‘Queer in Africa’ Conference Cancelled

Editor's Note: Due to the impending inclement weather for March 21, the Queer in Africa conference has been cancelled for March 21. Further information will be forthcoming.

Scholars, activists and community organizers from around the world will come together at Lehigh on Wednesday (March 21) to shine a light on the human rights issues that lesbian, gay, bisexual, transgender and queer communities in Africa are facing and to explore ways to bring about change.

Hosted by the College of Arts and Sciences, the daylong conference, “Queer in Africa: Challenges and Pathways to Inclusion,” will include presentations, a panel discussion and a keynote by activist Kasha Nabagesera, a leading figure in the LGBTQ+ movement in Uganda, where same-sex sexual acts are criminalized.

“We don’t talk about this a lot, but there is really a lot going on [in Africa],” said Sirry Alang, assistant professor of sociology at Lehigh and a conference organizer. “On a daily basis,” she said, “people are killed, people are incarcerated,” even if just suspected of homosexual acts. “So, I think, raising awareness is important.”

Alang said it’s also necessary to understand the role that the United States and other Western countries can play in addressing issues or ensuring the freedoms and basic rights of LGBTQ+ people in Africa.

“So these stories will be told,” said Alang. “It’s important that these conversations happen at institutions of higher learning.”

The conference will open at 9 a.m. in Williams Hall, with sessions on “Queering Silences, Queering Resistances,” “Queering Politics of the Self in Ghanaian Context” and “Queering Discourses of Representation.”  The program can be found here.  

Donald E. Hall, the Herbert J. and Ann L. Siegel Dean of the College of Arts and Sciences, will deliver opening remarks and introduce Nabagesera, beginning at 6 p.m. in Room 303 of Whitaker Laboratory.

Both Nabagesera’s keynote and the panel discussion that follows will be live-streamed for those who want to join the dialogue online. 

Alang said there has been increased social and political visibility of queer people in Africa and the diaspora and that many politicians and lawyers have spoken out about crimes against the LGBTQ+ community. But more dialogue is needed, she said, “and it’s critical to go beyond the dialogue to ensure our collective freedoms as humanity.”

She said she hopes the conference, which will also explore historical, religious and health issues, will invigorate activism in Africa and create a new cohort of scholars, activists and community organizers who care about protecting LGBTQ+ Africans.  She said there’s historical evidence that pre-colonial Africa was accepting of same-sex relationships, but is now one of the most homophobic continents.

“In a lot of ways, it’s un-African,” she said of the problems facing the LGBTQ+ community there.

Alang expressed delight that Nabagesera will deliver the keynote.

Despite operating in a hostile and oppressive environment in Uganda, Nabagesera was able to co-found Freedom and Roam Uganda in 2003 to defend the rights of Uganda's lesbian, bisexual and transgender people, and served as its executive director for over a decade.  She co-founded Sexual Minorities Uganda in 2004.

She opened the first gay bar in Uganda and was a key organizer of the country’s first Pride parade. In 2014, she began Kuchu Times, a media platform that gives voice to LGBTQ+ people in Africa. She trains activists and has received numerous recognitions and awards, including the Sean McBride Award from Amnesty International Dublin, the Right Livelihood Award, the Civil Courage Award from Berlin, the International Activist of the Year Award organized by the National Lesbian and Gay Federation of Ireland, and the Nuremberg International Human Rights Award. In 2011, Kasha was selected by a jury of 10 of the world's leading human rights organizations to receive the Martin Ennals Award for Human Rights Defenders--the first LGBTQ+ activist to receive the prestigious honor. 

A panel discussion at 6: 45 p.m. will follow the keynote. Panelists will include John Adewoye, of the Center for Integration and Courageous Living in Chicago; Neville Hoad, of the University of Texas, Austin; Wendy Isaack, of Human RIghts Watch in New York; Victor Mukasa, executive director of the Kuchu Diaspora Alliance–USA; and S.N. Nyeck, of the University of Amsterdam, Netherlands and Canterbury Christ Church University in the United Kingdom.

Also on the conference committee are Kwame Essien, assistant professor of history; and Mark Orrs, professor of practice of sustainable development.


What is expected:
Copy nothing but the text: repeat each entry exactly and drop the images.

(Items from an interface collection)
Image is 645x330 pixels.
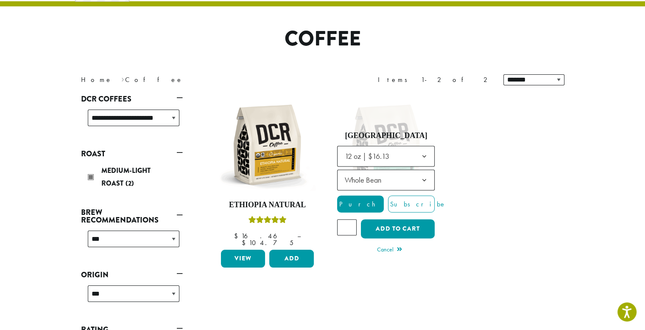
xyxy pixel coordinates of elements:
[337,131,435,140] h4: [GEOGRAPHIC_DATA]
[341,171,389,188] span: Whole Bean
[81,205,183,227] a: Brew Recommendations
[81,282,183,312] div: Origin
[75,27,571,51] h1: Coffee
[81,146,183,161] a: Roast
[81,106,183,136] div: DCR Coffees
[248,215,286,227] div: Rated 5.00 out of 5
[361,219,435,238] button: Add to cart
[337,146,435,166] span: 12 oz | $16.13
[218,96,316,193] img: DCR-12oz-FTO-Ethiopia-Natural-Stock-scaled.png
[81,227,183,257] div: Brew Recommendations
[377,244,402,255] a: Cancel
[378,75,491,85] div: Items 1-2 of 2
[81,161,183,195] div: Roast
[241,238,293,247] bdi: 104.75
[341,148,397,164] span: 12 oz | $16.13
[389,199,446,208] span: Subscribe
[219,200,316,210] h4: Ethiopia Natural
[241,238,249,247] span: $
[337,169,435,190] span: Whole Bean
[81,92,183,106] a: DCR Coffees
[121,72,124,85] span: ›
[338,199,409,208] span: Purchase
[81,267,183,282] a: Origin
[219,96,316,246] a: Ethiopia NaturalRated 5.00 out of 5
[337,219,357,235] input: Product quantity
[101,165,151,188] span: Medium-Light Roast
[337,96,435,274] a: Rated 5.00 out of 5
[126,178,134,188] span: (2)
[221,249,266,267] a: View
[81,75,112,84] a: Home
[297,231,301,240] span: –
[344,175,381,185] span: Whole Bean
[234,231,289,240] bdi: 16.46
[234,231,241,240] span: $
[81,75,310,85] nav: Breadcrumb
[269,249,314,267] button: Add
[344,151,389,161] span: 12 oz | $16.13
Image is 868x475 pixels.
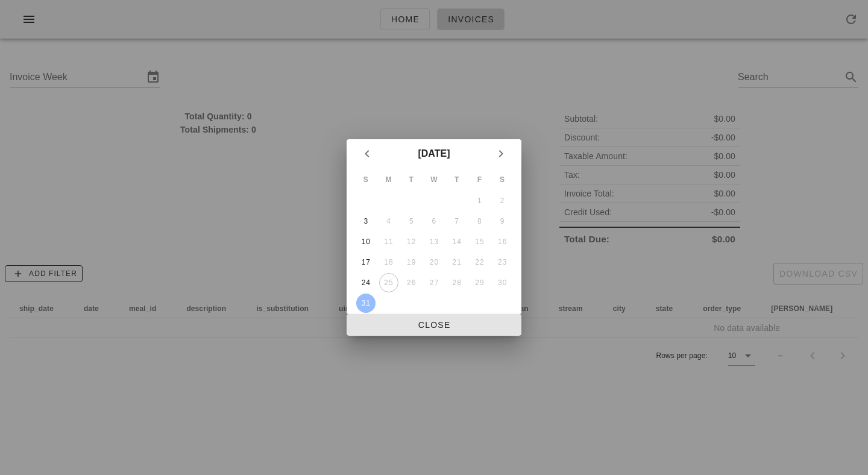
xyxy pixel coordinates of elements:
[356,211,376,231] button: 3
[356,320,512,330] span: Close
[469,170,491,190] th: F
[356,238,376,246] div: 10
[356,294,376,313] button: 31
[400,170,422,190] th: T
[355,170,377,190] th: S
[356,143,378,164] button: Previous month
[491,143,512,164] button: Next month
[356,232,376,251] button: 10
[423,170,445,190] th: W
[356,258,376,266] div: 17
[378,170,399,190] th: M
[446,170,468,190] th: T
[356,217,376,225] div: 3
[356,278,376,287] div: 24
[347,314,521,336] button: Close
[356,299,376,308] div: 31
[491,170,513,190] th: S
[356,273,376,292] button: 24
[413,142,455,166] button: [DATE]
[356,253,376,272] button: 17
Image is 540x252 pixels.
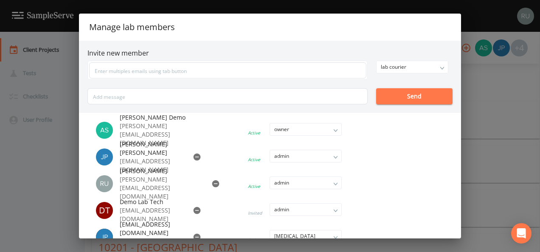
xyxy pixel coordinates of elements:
div: Active [248,130,260,136]
div: lab courier [376,61,448,73]
p: [PERSON_NAME][EMAIL_ADDRESS][DOMAIN_NAME] [120,175,201,201]
img: 8dbde18950521cadd8253ffd14ed111f [96,122,113,139]
div: Russell Schindler [96,175,120,192]
span: [PERSON_NAME] [120,167,201,175]
img: 41241ef155101aa6d92a04480b0d0000 [96,148,113,165]
h6: Invite new member [87,49,452,57]
p: [EMAIL_ADDRESS][DOMAIN_NAME] [120,206,182,223]
div: Open Intercom Messenger [511,223,531,244]
span: [PERSON_NAME] Demo [120,113,201,122]
div: Demo Lab Tech [96,202,120,219]
p: [EMAIL_ADDRESS][DOMAIN_NAME] [120,157,182,174]
div: Joshua gere Paul [96,148,120,165]
span: Demo Lab Tech [120,198,182,206]
h2: Manage lab members [79,14,461,41]
span: [PERSON_NAME] [PERSON_NAME] [120,140,182,157]
img: a5c06d64ce99e847b6841ccd0307af82 [96,175,113,192]
input: Add message [87,88,367,104]
p: [PERSON_NAME][EMAIL_ADDRESS][DOMAIN_NAME] [120,122,201,147]
div: DT [96,202,113,219]
input: Enter multiples emails using tab button [89,62,366,78]
div: Asher Demo [96,122,120,139]
div: jpaul+1@sampleserve.com [96,229,120,246]
div: owner [270,123,341,135]
button: Send [376,88,452,104]
span: [EMAIL_ADDRESS][DOMAIN_NAME] [120,220,182,237]
img: f41cdfaed2f049d72f5ba9e6051eaae8 [96,229,113,246]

Result of the exercise:
Image is 645x330 pixels.
xyxy pixel coordinates of elements:
[337,131,435,140] h4: [GEOGRAPHIC_DATA]
[341,171,389,188] span: Whole Bean
[81,205,183,227] a: Brew Recommendations
[81,282,183,312] div: Origin
[75,27,571,51] h1: Coffee
[81,146,183,161] a: Roast
[81,106,183,136] div: DCR Coffees
[248,215,286,227] div: Rated 5.00 out of 5
[361,219,435,238] button: Add to cart
[337,146,435,166] span: 12 oz | $16.13
[218,96,316,193] img: DCR-12oz-FTO-Ethiopia-Natural-Stock-scaled.png
[81,227,183,257] div: Brew Recommendations
[377,244,402,255] a: Cancel
[378,75,491,85] div: Items 1-2 of 2
[81,161,183,195] div: Roast
[241,238,293,247] bdi: 104.75
[341,148,397,164] span: 12 oz | $16.13
[389,199,446,208] span: Subscribe
[219,200,316,210] h4: Ethiopia Natural
[241,238,249,247] span: $
[337,169,435,190] span: Whole Bean
[81,92,183,106] a: DCR Coffees
[121,72,124,85] span: ›
[338,199,409,208] span: Purchase
[81,267,183,282] a: Origin
[219,96,316,246] a: Ethiopia NaturalRated 5.00 out of 5
[337,219,357,235] input: Product quantity
[101,165,151,188] span: Medium-Light Roast
[337,96,435,274] a: Rated 5.00 out of 5
[126,178,134,188] span: (2)
[221,249,266,267] a: View
[81,75,112,84] a: Home
[297,231,301,240] span: –
[344,175,381,185] span: Whole Bean
[234,231,289,240] bdi: 16.46
[234,231,241,240] span: $
[81,75,310,85] nav: Breadcrumb
[269,249,314,267] button: Add
[344,151,389,161] span: 12 oz | $16.13
Image is 868x475 pixels.
xyxy pixel coordinates of elements:
[356,211,376,231] button: 3
[356,320,512,330] span: Close
[469,170,491,190] th: F
[356,238,376,246] div: 10
[356,294,376,313] button: 31
[400,170,422,190] th: T
[355,170,377,190] th: S
[356,143,378,164] button: Previous month
[491,143,512,164] button: Next month
[356,232,376,251] button: 10
[423,170,445,190] th: W
[356,258,376,266] div: 17
[378,170,399,190] th: M
[446,170,468,190] th: T
[356,217,376,225] div: 3
[356,278,376,287] div: 24
[347,314,521,336] button: Close
[356,299,376,308] div: 31
[491,170,513,190] th: S
[356,273,376,292] button: 24
[413,142,455,166] button: [DATE]
[356,253,376,272] button: 17
Image is 540x252 pixels.
xyxy pixel coordinates of elements:
div: Active [248,130,260,136]
div: lab courier [376,61,448,73]
p: [PERSON_NAME][EMAIL_ADDRESS][DOMAIN_NAME] [120,175,201,201]
img: 8dbde18950521cadd8253ffd14ed111f [96,122,113,139]
div: Russell Schindler [96,175,120,192]
span: [PERSON_NAME] [120,167,201,175]
img: 41241ef155101aa6d92a04480b0d0000 [96,148,113,165]
h6: Invite new member [87,49,452,57]
p: [EMAIL_ADDRESS][DOMAIN_NAME] [120,206,182,223]
div: Open Intercom Messenger [511,223,531,244]
span: [PERSON_NAME] Demo [120,113,201,122]
div: Demo Lab Tech [96,202,120,219]
p: [EMAIL_ADDRESS][DOMAIN_NAME] [120,157,182,174]
div: Joshua gere Paul [96,148,120,165]
span: Demo Lab Tech [120,198,182,206]
h2: Manage lab members [79,14,461,41]
span: [PERSON_NAME] [PERSON_NAME] [120,140,182,157]
img: a5c06d64ce99e847b6841ccd0307af82 [96,175,113,192]
input: Add message [87,88,367,104]
p: [PERSON_NAME][EMAIL_ADDRESS][DOMAIN_NAME] [120,122,201,147]
div: DT [96,202,113,219]
input: Enter multiples emails using tab button [89,62,366,78]
div: Asher Demo [96,122,120,139]
div: jpaul+1@sampleserve.com [96,229,120,246]
div: owner [270,123,341,135]
button: Send [376,88,452,104]
span: [EMAIL_ADDRESS][DOMAIN_NAME] [120,220,182,237]
img: f41cdfaed2f049d72f5ba9e6051eaae8 [96,229,113,246]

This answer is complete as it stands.